My Dad, gone forever.

 

He flickers there, beyond the crowd, too far away to reach, and between us the great chasm of death swallows up the mocking rain as it falls from the charcoal-smudged sky, singing and cackling.

 

 

 

2012 Runner up

 

Lady Hawkins School, Kington, Herefordshire

 

Remembrance

 

A light

A flare

The crash of thunder

A soldier’s sob

His flesh asunder

Bullets

The mud

A glowing ember

They swore to him

He’d be remembered.

 

A thousand songs to praise the war,

A thousand more to hate it

One to condemn our bloodlust’s rage

The other there to sate it.

 

A wound

A prayer

A broken promise

A soldier pays

His blood in homage

A gasp

A sigh

A soul set free

His final whisper

“Remember me”

 

Marble Warriors guard the dead

Accusing those with breath:

We remembered the living as we fell,

Yet you are the ones who forget.

 

A blare.

A shout.

A neon sign.

A scream that’s theirs.

A scream that’s mine.

The birds.

The trees.

They repeat it yet.

The time-honoured phrase,

Never Forget.

 

 

 

2012 Runner up

 

Wallington High School for Girls, Surrey

 

Remembrance

 

I never realised how one photograph could bring back a flood of memories that could bring us close to tears. Whenever my parents opened the family album, they would look at its pages for hours and sometimes tears would make tracks down curved cheeks. I thought that they were too sentimental. But recently, I opened the same album which I had not looked at before.
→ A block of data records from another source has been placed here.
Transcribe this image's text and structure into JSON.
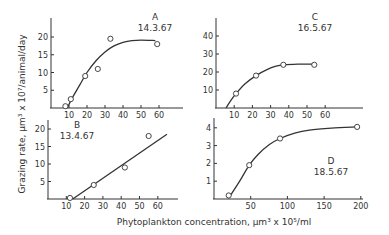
{
  "figure": {
    "ylabel": "Grazing rate, μm³ x 10⁷/animal/day",
    "xlabel": "Phytoplankton concentration, μm³ x 10⁵/ml",
    "colors": {
      "ink": "#333333",
      "background": "#ffffff"
    }
  },
  "chart_data": [
    {
      "panel": "A",
      "type": "scatter",
      "title": "A",
      "subtitle": "14.3.67",
      "xlabel": "Phytoplankton concentration, μm³ x 10⁵/ml",
      "ylabel": "Grazing rate, μm³ x 10⁷/animal/day",
      "xticks": [
        10,
        20,
        30,
        40,
        50,
        60
      ],
      "yticks": [
        5,
        10,
        15,
        20
      ],
      "xlim": [
        0,
        72
      ],
      "ylim": [
        0,
        25
      ],
      "points": [
        {
          "x": 8,
          "y": 0.5
        },
        {
          "x": 11,
          "y": 2.5
        },
        {
          "x": 19,
          "y": 9
        },
        {
          "x": 26,
          "y": 11
        },
        {
          "x": 33,
          "y": 19.5
        },
        {
          "x": 59,
          "y": 18
        }
      ],
      "fit_curve": [
        {
          "x": 9,
          "y": 0
        },
        {
          "x": 12,
          "y": 3
        },
        {
          "x": 16,
          "y": 6.5
        },
        {
          "x": 20,
          "y": 10
        },
        {
          "x": 25,
          "y": 13.3
        },
        {
          "x": 30,
          "y": 15.8
        },
        {
          "x": 35,
          "y": 17.5
        },
        {
          "x": 40,
          "y": 18.5
        },
        {
          "x": 45,
          "y": 19
        },
        {
          "x": 50,
          "y": 19.1
        },
        {
          "x": 58,
          "y": 19
        }
      ]
    },
    {
      "panel": "B",
      "type": "scatter",
      "title": "B",
      "subtitle": "13.4.67",
      "xticks": [
        10,
        20,
        30,
        40,
        50,
        60
      ],
      "yticks": [
        5,
        10,
        15,
        20
      ],
      "xlim": [
        0,
        72
      ],
      "ylim": [
        0,
        25
      ],
      "points": [
        {
          "x": 12,
          "y": 0.3
        },
        {
          "x": 25,
          "y": 4
        },
        {
          "x": 42,
          "y": 9
        },
        {
          "x": 55,
          "y": 18
        }
      ],
      "fit_curve": [
        {
          "x": 13.5,
          "y": 0
        },
        {
          "x": 65,
          "y": 18.5
        }
      ]
    },
    {
      "panel": "C",
      "type": "scatter",
      "title": "C",
      "subtitle": "16.5.67",
      "xticks": [
        10,
        20,
        30,
        40,
        50,
        60
      ],
      "yticks": [
        10,
        20,
        30,
        40
      ],
      "xlim": [
        0,
        80
      ],
      "ylim": [
        0,
        50
      ],
      "points": [
        {
          "x": 11,
          "y": 8
        },
        {
          "x": 22,
          "y": 18
        },
        {
          "x": 37,
          "y": 24
        },
        {
          "x": 54,
          "y": 24
        }
      ],
      "fit_curve": [
        {
          "x": 5.5,
          "y": 0
        },
        {
          "x": 8,
          "y": 4
        },
        {
          "x": 11,
          "y": 8
        },
        {
          "x": 16,
          "y": 13.5
        },
        {
          "x": 22,
          "y": 18
        },
        {
          "x": 28,
          "y": 21.3
        },
        {
          "x": 33,
          "y": 23.2
        },
        {
          "x": 37,
          "y": 24
        },
        {
          "x": 45,
          "y": 24.4
        },
        {
          "x": 54,
          "y": 24.4
        }
      ]
    },
    {
      "panel": "D",
      "type": "scatter",
      "title": "D",
      "subtitle": "18.5.67",
      "xticks": [
        50,
        100,
        150,
        200
      ],
      "yticks": [
        1,
        2,
        3,
        4
      ],
      "xlim": [
        0,
        203
      ],
      "ylim": [
        0,
        5
      ],
      "points": [
        {
          "x": 20,
          "y": 0.2
        },
        {
          "x": 48,
          "y": 1.9
        },
        {
          "x": 90,
          "y": 3.4
        },
        {
          "x": 195,
          "y": 4.05
        }
      ],
      "fit_curve": [
        {
          "x": 20,
          "y": 0.05
        },
        {
          "x": 35,
          "y": 1.0
        },
        {
          "x": 48,
          "y": 1.9
        },
        {
          "x": 60,
          "y": 2.5
        },
        {
          "x": 75,
          "y": 3.05
        },
        {
          "x": 90,
          "y": 3.4
        },
        {
          "x": 110,
          "y": 3.7
        },
        {
          "x": 130,
          "y": 3.87
        },
        {
          "x": 160,
          "y": 3.98
        },
        {
          "x": 195,
          "y": 4.05
        }
      ]
    }
  ]
}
Just one picture started a chain of memories stretching back to my childhood years in our family home in the city of Jaffna in Sri-Lanka.

 

As I looked at the picture, every detail in it reminded me of the house, the place and our lives there. It was not a grand house, but it was a house where our family had lived for generations and generations. I remember the spacious veranda on three sides of the house. It was the place where I used to spend most of my time playing with my best friend, Janani; she is there in that picture standing next to me under the mango tree. We were not just friends. We were the best of friends. She was our neighbour’s daughter who spent most of her time in our home. She was a lively person full of laughter. My parents loved her too; we came to think of her nearly as part of our family.

 

She and I would walk to school together – the same school to which her parents and mine had gone to. So the school was like a second home to us. As we walked she would tell funny stories and we would stop from screams of laughter. There were no strangers we would meet on the road. Everyone knew each other. Her cheerful face would make some of them pat her on her head and ask “What mischief have you been up to today”? She would make faces at them and everyone would laugh. On our way to school, we would walk, she would skip and we sometimes would race each other.

 

Then it came. The civil war, our peaceful happy lives were shattered forever. Day and night we shivered in fear at the exploding shells. We were hearing rumours of terrible things which had happened to some of our friends. We thought it would never happen to us.

 

I remember the day when it happened. The day when I heard a deafening explosion. Even before I saw it I knew what had happened. It was like the end of a dream. I know I shouldn’t blame myself for what happened but sometimes I can’t help thinking that if I had just done something different that day, Janani would have been here in my life now. Even if I stopped her a second before, she would have grown older with me. But time is the silent killer of everything. It chips away at things that were once thriving. Tick tock, chip chip. All I would like to do is call up Janani and tell her about my day.